Friday, June 28, 2024

Boxoffice Pro Publishes its First Forecast for Deadpool & Wolverine: Thoughts

Two weeks ago there were reports that the upcoming Deadpool & Wolverine was headed for a $200 million+ opening weekend. Extraordinary even by pre-pandemic standards those numbers caused a lot of excitement in the press.

Naturally I looked forward to the first estimate from Boxoffice Pro with more than the usual interest. Would those early estimates prove to have been exaggerated by the enthusiasm of devoted fans who distorted the earlier tracking, or indicative of very strong interest in the movie being so widespread as the tracking claimed?

As it happened Boxoffice Pro's estimate, if not quite as ebullient as the $200-$239 million so recently circulated, comes pretty close--their estimate some $175-$200 million, so that, yes, this will probably be the year's biggest opening up to at least that point.
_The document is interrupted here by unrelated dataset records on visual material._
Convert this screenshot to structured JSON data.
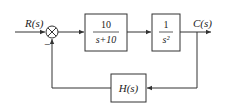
{
  "diagram": {
    "type": "block-diagram",
    "input_label": "R(s)",
    "output_label": "C(s)",
    "summing_junction": {
      "feedback_sign": "−"
    },
    "blocks": [
      {
        "id": "G1",
        "numerator": "10",
        "denominator": "s+10"
      },
      {
        "id": "G2",
        "numerator": "1",
        "denominator": "s²"
      },
      {
        "id": "H",
        "label": "H(s)"
      }
    ],
    "colors": {
      "line": "#333333",
      "background": "#ffffff"
    }
  }
}
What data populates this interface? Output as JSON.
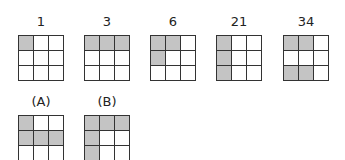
{
  "colors": {
    "shaded": "#c4c4c4",
    "empty": "#ffffff",
    "line": "#333333"
  },
  "top_row": [
    {
      "label": "1",
      "cells": [
        1,
        0,
        0,
        0,
        0,
        0,
        0,
        0,
        0
      ]
    },
    {
      "label": "3",
      "cells": [
        1,
        1,
        1,
        0,
        0,
        0,
        0,
        0,
        0
      ]
    },
    {
      "label": "6",
      "cells": [
        1,
        1,
        0,
        1,
        0,
        0,
        0,
        0,
        0
      ]
    },
    {
      "label": "21",
      "cells": [
        1,
        0,
        0,
        1,
        0,
        0,
        1,
        0,
        0
      ]
    },
    {
      "label": "34",
      "cells": [
        1,
        1,
        0,
        0,
        0,
        0,
        1,
        1,
        0
      ]
    }
  ],
  "bottom_row": [
    {
      "label": "(A)",
      "cells": [
        1,
        0,
        0,
        1,
        1,
        1,
        0,
        0,
        0
      ]
    },
    {
      "label": "(B)",
      "cells": [
        1,
        1,
        1,
        1,
        0,
        0,
        1,
        0,
        0
      ]
    }
  ]
}
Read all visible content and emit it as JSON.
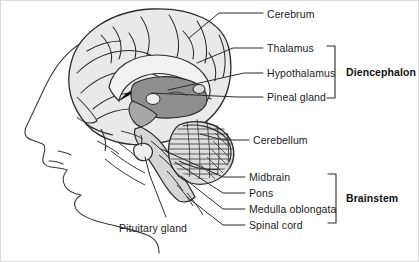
{
  "figure": {
    "background_color": "#ffffff",
    "border_color": "#d9d9d9",
    "line_color": "#2b2b2b",
    "text_color": "#1b1b1b",
    "tissue_fill_light": "#e8e8e8",
    "tissue_fill_mid": "#c9c9c9",
    "tissue_fill_dark": "#9a9a9a"
  },
  "labels": [
    {
      "id": "cerebrum",
      "text": "Cerebrum",
      "x": 266,
      "y": 8
    },
    {
      "id": "thalamus",
      "text": "Thalamus",
      "x": 266,
      "y": 42
    },
    {
      "id": "hypothalamus",
      "text": "Hypothalamus",
      "x": 266,
      "y": 67
    },
    {
      "id": "pineal-gland",
      "text": "Pineal gland",
      "x": 266,
      "y": 91
    },
    {
      "id": "cerebellum",
      "text": "Cerebellum",
      "x": 252,
      "y": 134
    },
    {
      "id": "midbrain",
      "text": "Midbrain",
      "x": 248,
      "y": 171
    },
    {
      "id": "pons",
      "text": "Pons",
      "x": 248,
      "y": 187
    },
    {
      "id": "medulla-oblongata",
      "text": "Medulla oblongata",
      "x": 248,
      "y": 203
    },
    {
      "id": "spinal-cord",
      "text": "Spinal cord",
      "x": 248,
      "y": 219
    },
    {
      "id": "pituitary-gland",
      "text": "Pituitary gland",
      "x": 118,
      "y": 222
    }
  ],
  "group_labels": [
    {
      "id": "diencephalon",
      "text": "Diencephalon",
      "x": 345,
      "y": 66,
      "bracket": {
        "x": 334,
        "top": 45,
        "bottom": 97
      }
    },
    {
      "id": "brainstem",
      "text": "Brainstem",
      "x": 345,
      "y": 192,
      "bracket": {
        "x": 334,
        "top": 173,
        "bottom": 222
      }
    }
  ],
  "leader_lines": [
    {
      "id": "cerebrum-leader",
      "points": "262,12 218,12 188,37"
    },
    {
      "id": "thalamus-leader",
      "points": "262,47 232,47 196,62"
    },
    {
      "id": "hypothalamus-leader",
      "points": "262,72 243,72 167,89"
    },
    {
      "id": "pineal-gland-leader",
      "points": "262,96 236,96 150,92"
    },
    {
      "id": "cerebellum-leader",
      "points": "248,139 222,139 199,133"
    },
    {
      "id": "midbrain-leader",
      "points": "244,176 222,176 160,148"
    },
    {
      "id": "pons-leader",
      "points": "244,192 222,192 174,161"
    },
    {
      "id": "medulla-oblongata-leader",
      "points": "244,208 222,208 180,175"
    },
    {
      "id": "spinal-cord-leader",
      "points": "244,224 222,224 186,196"
    },
    {
      "id": "pituitary-gland-leader",
      "points": "165,216 149,175 144,156"
    }
  ]
}
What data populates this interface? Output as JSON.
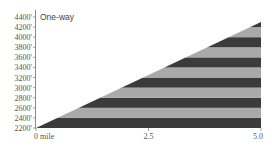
{
  "chart_data": {
    "type": "area",
    "title": "One-way",
    "xlabel": "",
    "ylabel": "",
    "x": [
      0,
      5.0
    ],
    "series": [
      {
        "name": "Elevation profile",
        "values": [
          2200,
          4300
        ]
      }
    ],
    "x_ticks": [
      {
        "value": 0,
        "label": "0 mile"
      },
      {
        "value": 2.5,
        "label": "2.5"
      },
      {
        "value": 5.0,
        "label": "5.0"
      }
    ],
    "y_ticks": [
      {
        "value": 2200,
        "label": "2200'"
      },
      {
        "value": 2400,
        "label": "2400'"
      },
      {
        "value": 2600,
        "label": "2600'"
      },
      {
        "value": 2800,
        "label": "2800'"
      },
      {
        "value": 3000,
        "label": "3000'"
      },
      {
        "value": 3200,
        "label": "3200'"
      },
      {
        "value": 3400,
        "label": "3400'"
      },
      {
        "value": 3600,
        "label": "3600'"
      },
      {
        "value": 3800,
        "label": "3800'"
      },
      {
        "value": 4000,
        "label": "4000'"
      },
      {
        "value": 4200,
        "label": "4200'"
      },
      {
        "value": 4400,
        "label": "4400'"
      }
    ],
    "xlim": [
      0,
      5.0
    ],
    "ylim": [
      2200,
      4400
    ],
    "band_interval": 200,
    "grid": false,
    "legend": "none",
    "colors": {
      "dark_band": "#3b3b3b",
      "light_band": "#a9a9a9",
      "axis": "#888888",
      "text": "#555555"
    }
  }
}
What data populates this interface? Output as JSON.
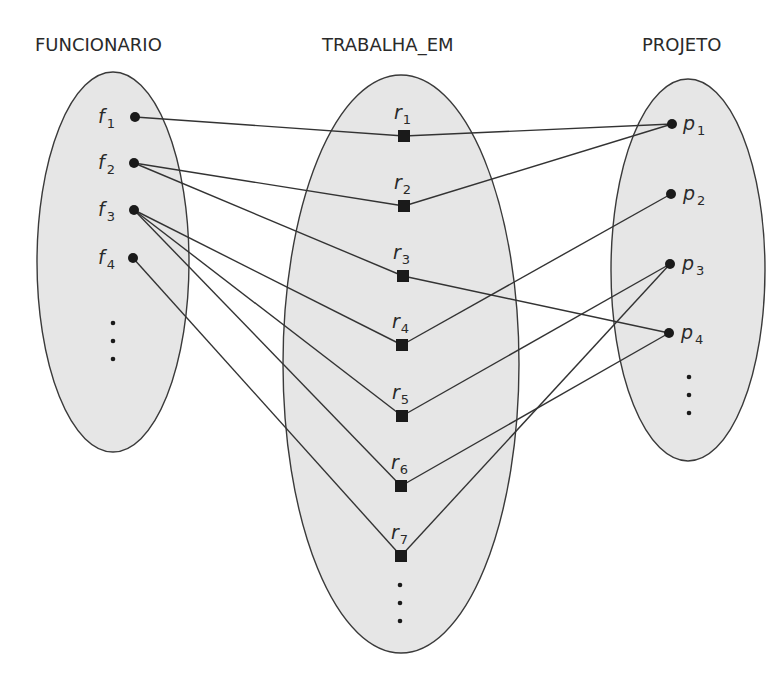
{
  "diagram": {
    "type": "relationship-instance-diagram",
    "sets": {
      "funcionario": {
        "title": "FUNCIONARIO",
        "nodes": [
          {
            "id": "f1",
            "letter": "f",
            "sub": "1"
          },
          {
            "id": "f2",
            "letter": "f",
            "sub": "2"
          },
          {
            "id": "f3",
            "letter": "f",
            "sub": "3"
          },
          {
            "id": "f4",
            "letter": "f",
            "sub": "4"
          }
        ],
        "has_more": true
      },
      "trabalha_em": {
        "title": "TRABALHA_EM",
        "nodes": [
          {
            "id": "r1",
            "letter": "r",
            "sub": "1"
          },
          {
            "id": "r2",
            "letter": "r",
            "sub": "2"
          },
          {
            "id": "r3",
            "letter": "r",
            "sub": "3"
          },
          {
            "id": "r4",
            "letter": "r",
            "sub": "4"
          },
          {
            "id": "r5",
            "letter": "r",
            "sub": "5"
          },
          {
            "id": "r6",
            "letter": "r",
            "sub": "6"
          },
          {
            "id": "r7",
            "letter": "r",
            "sub": "7"
          }
        ],
        "has_more": true
      },
      "projeto": {
        "title": "PROJETO",
        "nodes": [
          {
            "id": "p1",
            "letter": "p",
            "sub": "1"
          },
          {
            "id": "p2",
            "letter": "p",
            "sub": "2"
          },
          {
            "id": "p3",
            "letter": "p",
            "sub": "3"
          },
          {
            "id": "p4",
            "letter": "p",
            "sub": "4"
          }
        ],
        "has_more": true
      }
    },
    "edges": [
      [
        "f1",
        "r1"
      ],
      [
        "f2",
        "r2"
      ],
      [
        "f2",
        "r3"
      ],
      [
        "f3",
        "r4"
      ],
      [
        "f3",
        "r5"
      ],
      [
        "f3",
        "r6"
      ],
      [
        "f4",
        "r7"
      ],
      [
        "r1",
        "p1"
      ],
      [
        "r2",
        "p1"
      ],
      [
        "r3",
        "p4"
      ],
      [
        "r4",
        "p2"
      ],
      [
        "r5",
        "p3"
      ],
      [
        "r6",
        "p4"
      ],
      [
        "r7",
        "p3"
      ]
    ],
    "colors": {
      "ellipse_fill": "#e6e6e6",
      "stroke": "#3a3a3a",
      "node": "#1a1a1a"
    }
  }
}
Meanwhile, going by a not unreasonable multiplier of 5-6 for the final global gross, the $1 billion mark definitely within reach, and the movie likely end up the franchise's biggest earner not just in current dollars but real terms as well.

I am sure many expected this all along--even if this could hardly have been extrapolated from the hard commercial data of the movie's predecessors, and the state of the market in 2023-2024. After all, the second Deadpool film made less than the first, all as the X-Men franchise is itself far along a path of diminishing returns with its second adaptation of the Dark Phoenix saga, all as superhero movies especially and franchise spectacles like these generally have been falling flat with audiences, etc., etc.--all of which led me just a few months ago to suggest the film's possibly failing to hit the half billion dollar mark (and even in April saw the "realistic" ceiling for the film as about $700 million).
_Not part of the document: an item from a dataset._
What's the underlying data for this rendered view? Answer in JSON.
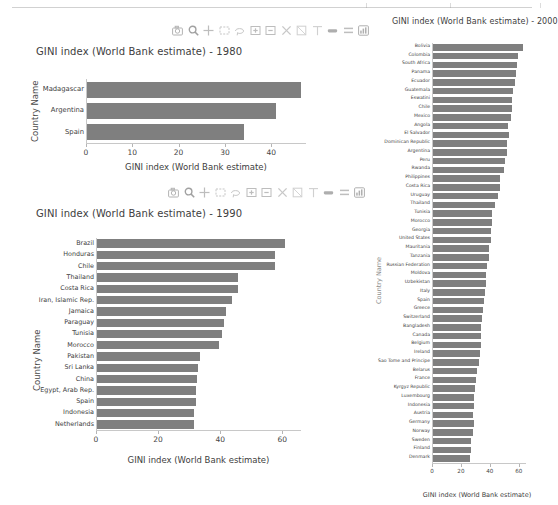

Still, if in the past year or so my use of extrapolations from how prior films in a series and other similar films have done have tended to produce overestimates of the grosses of major films--as it did The Flash, and Indiana Jones 5, and Mission: Impossible 7, and Captain Marvel 2 and Aquaman 2, this may be a case of the extrapolative approach producing a significant underestimation, and in a very welcome way from the standpoint not just of fans of Deadpool and Wolverine and the superhero genre, but Marvel, Disney and the American film industry as their claqueurs in the entertainment press will surely let us know should the box office bear out these expectations.